The Circuit Gilles Villeneuve on Montreal’s Ile Notre Dame is a different track to Monaco in many ways – it’s much quicker for a start, with top speeds significantly exceeding 300 km/h and has a more slippery surface, but like the Principality it’s also one massive brake test. Its heavy demands on braking see drivers jumping hard on the left pedal for 19 per cent of the lap, and experiencing decelerative forces up to 6g. That, and the hard acceleration that follows imposes mainly longitudinal rather than lateral forces on the tyres. Getting heat into the front tyres is one of the keys to a quick lap time.

Interestingly, however, Pirelli have brought the same tyres here that they did in Monaco, the soft, supersoft and ultrasoft compounds.

Both Hamilton and Bottas seemed to manage the temperatures well so far this weekend, so the mood chez Mercedes is more upbeat. The Ferrari drivers never seem to have that problem.

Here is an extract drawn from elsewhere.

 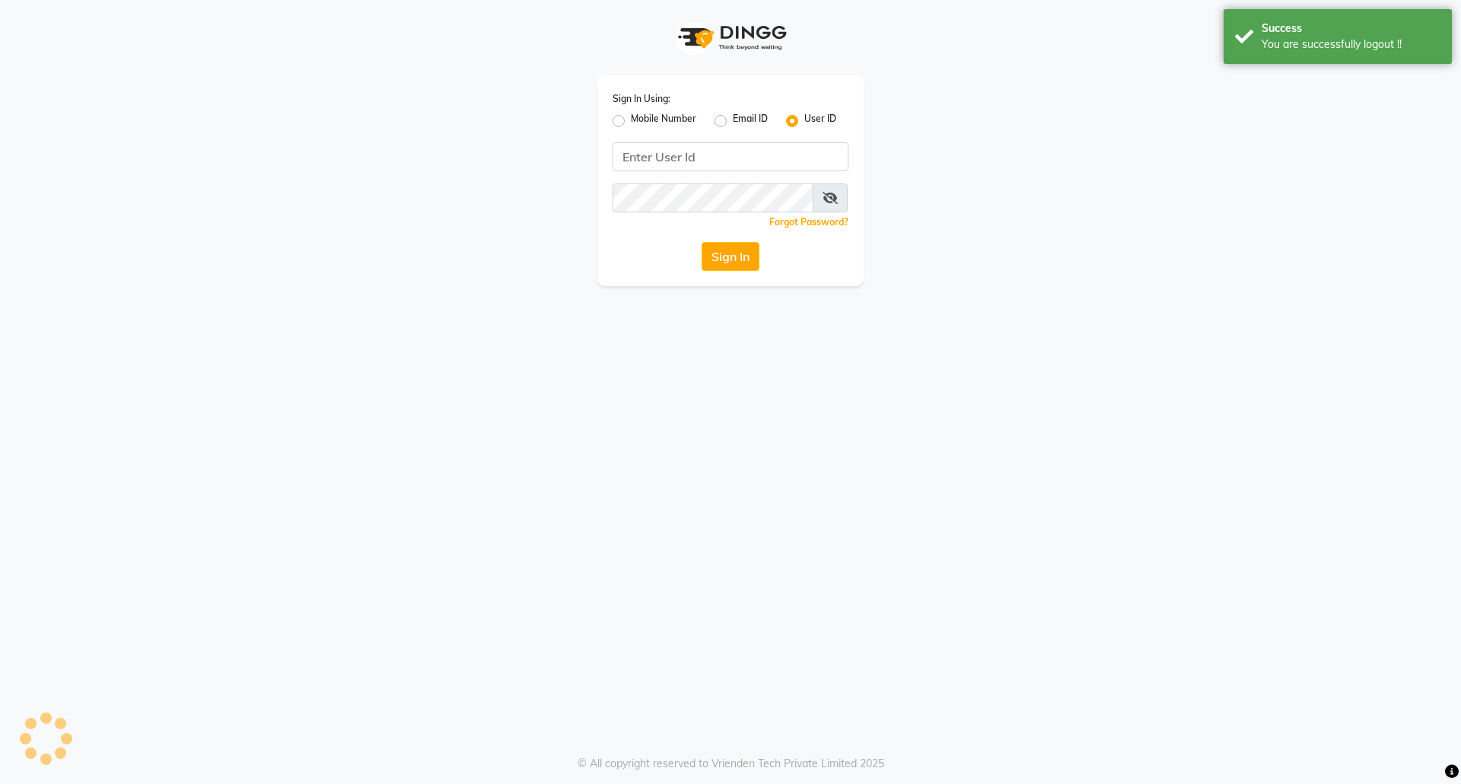 What do you see at coordinates (664, 121) in the screenshot?
I see `label: Mobile Number` at bounding box center [664, 121].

Pirelli’s tyres have become somewhat of a lottery in F1 this year, as Hamilton explained.

“You just drive the tyres the same. You push or you drive slowly, depending on the temperature of the circuit, and when you come to do your laps sometimes the tyres are ready and sometimes they’re not. It’s difficult. It’s kind of an unfeeling - sometimes the tyres feel exactly the same when you leave the garage, and sometimes they grip up. It’s the same for every tyre.”

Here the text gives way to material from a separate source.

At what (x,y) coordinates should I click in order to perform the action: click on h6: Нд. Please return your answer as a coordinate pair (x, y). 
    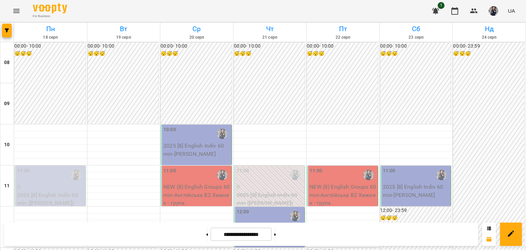
    Looking at the image, I should click on (489, 29).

The Englishman was fastest in the first practice session this morning, heading Monaco winner Vettel by 0.198s, with Bottas right on the German’s tail. In the afternoon, Raikkonen became the only man thus far to dip below 1m 13s, with a lap of 1m 12.935s that is getting closer to the all-time fastest lap of 1m 12.275s set in qualifying by Michael Schumacher’s Ferrari back in 2004. Whether you believe he was screwed by his team in Monaco depends upon how much you believe in conspiracy theories, though the fact remains that he and his engineer wanted to stay out and were specifically asked to pit sooner than they wanted. That enabled Vettel fully to exploit much faster in and out laps in his own stop which came after he had also revived his flagging tyres to push as hard as he could. But on Friday Raikkonen drove like a man intent on proving a point, if only to himself. Hamilton was 0.215s adrift this time, Vettel another 0.050s off him.

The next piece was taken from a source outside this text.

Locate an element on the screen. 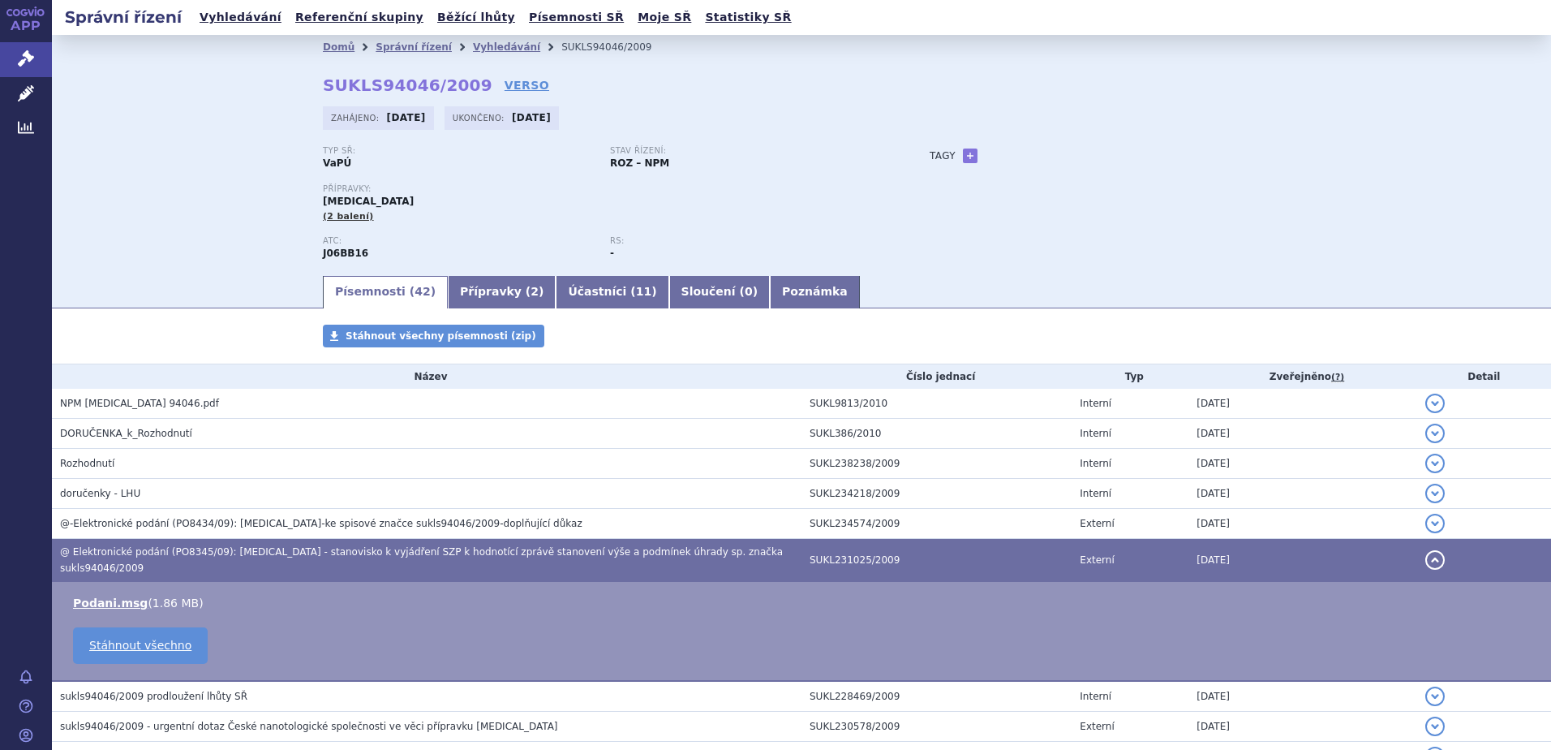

Kimi Raikkonen topped practice on Friday and was the only man to dip under the 1m 13s barrier (Getty)

Having vowed to attack this weekend, Hamilton said: “It’s been a pretty good first day. The Ferraris are looking fast here and as the times show, it’s super close at the top right now.

“I feel like we are just a little bit behind the red cars at this early stage of the weekend, but we’ll be pushing as hard as we can to close the gap ahead qualifying on Saturday.

I don't like to lose. I really don't

&#13; <p>Toto Wolff</p>&#13;

“After a tough weekend in Monaco the main thing is that our car is already feeling a lot better. It should be on the game for the rest of the weekend.”

Mercedes need a win this weekend, psychologically and practically, to stay in the title fight that has begun to swing away from them of late for the first time in four years. Ferrari took the lead back in the world championship for constructors in Monaco, and Vettel increased his lead over Hamilton to 25 points. They don’t like that in Brackley.

Team boss Toto Wolff remains his urbane self, but there was steel in his eyes when he said, “I don’t like losing. I really don’t.”

Canada habitually throws up some interesting and unpredictable results; the one thing that looks probable this weekend, however, is that Ferrari and Mercedes will be back at it, going head to head again.